• Taking Measure: Making the Most of It
    As I write this, no word better describes the 2009 economic outlook than grim. Retail season projections look very pessimistic, and consumer confidence has dipped lower than any point in recent memory. Some marketers have already slashed their 2009 budgets while worrying about how they will respond should things get even worse.
  • The Biz: A Paean to Print
    Every week, my wife complains about a few unread magazines lying around the house. After enduring her complaints for a while, I am forced to read the magazines or throw them out unread. She regularly suggests I kill my subscriptions because I can always get the news I want on the Internet, anyway (I'm an inveterate online newspaper reader).
  • Media Marketplace: Social Studies
    The resounding success of President-Elect Barack Obama's grassroots campaign is a powerful example that proves why social media must remain part of your media mix this year. In fact, your use of and spending in social media should continue to grow - just focus on utility and not application doohickeys.
  • The Buzz: The Tiny Trend Traffickers
    If you thought it was difficult to launch a campaign that successfully accounts for the complexities of attention economics, then just try launching a campaign that grabs the attention of the ADD generation itself.
  • On the Record: Hand-Me-Down Media
    As a general rule, we like to think of ourselves as individuals who make our own choices and decisions. Sure, we're informed by the factors around us, but, ultimately, we're independent of them. Mavericks, if you will. The reality, of course, is far less simple. Many of our choices are heavily influenced - if not predetermined - by what we have been exposed to throughout our lives by family, friends and others around us. Leaving aside for now that, by definition, we can't all be mavericks, just how maverick can we be?
  • Zeitgeist: The AARP and the Wii
    The pace of change accelerates every day. My parents no longer just sit down to watch TV, they also engage with online media, mobile content, and, yes, even video games. In other words, their media use has become every bit as diverse and changeable as that of Gen Y. Yet our media plans still carry a 1960s-era broadcast bias. The world is changing, even in the retirement community. How do I know? My retired mother called me earlier this week. "I want to get your father a Wii for his birthday this year," she said shyly. "A …
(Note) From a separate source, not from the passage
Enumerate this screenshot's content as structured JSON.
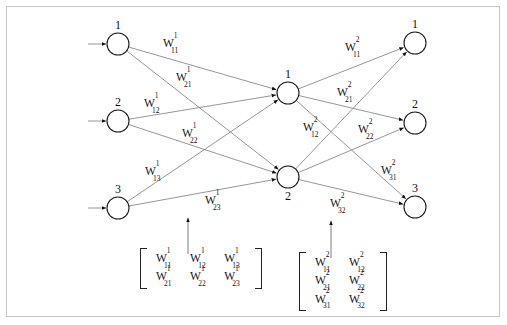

  • Down the Tube: Idiot Box No More
    Since the debut of the first television program at the 1939 World's Fair in New York City, Americans have been enthralled by TV. Subsequent advances in technology - the advent of color, cable television, HD, surround sound and DVRs - make today's TV-watching experience almost unrecognizable compared to that of those first viewers, but the love affair is still going strong. Even as alternatives proliferate, total TV viewing hours continues to increase.
  • The Sell: First-Person Accounts
    The only thing worse than pitching a new piece of business is winning it. I jest, of course - but it is incredibly hard to ramp up a new account. Learning its intricacies is exhausting. If you're lucky, the previous agency will send you a box of old post-analyses and random documents. However, an even better way is to utilize the product firsthand. Personal experience illuminates the difference between understanding and true knowledge.
  • Fast Forward
    Happy New Year! How happy are you right now? Not very, I'd imagine, if you've been reading the coverage of our industry's health. It's bad out there, and if the forecasts are right, the media business is going to get worse before it gets better. Personally, I think they got that only half right.
  • Welcome to the Monkey House
    Things have been the same for a long time. Quiet and peaceful would be the wrong words, but with a few concessions to technology, the way we advertise and are advertised to has remained basically unchanged. When Ed Cotton, director of strategy at Butler, Shine, Stern & Partners, looks ahead, it's not six months or a year out - but way out into the abyss.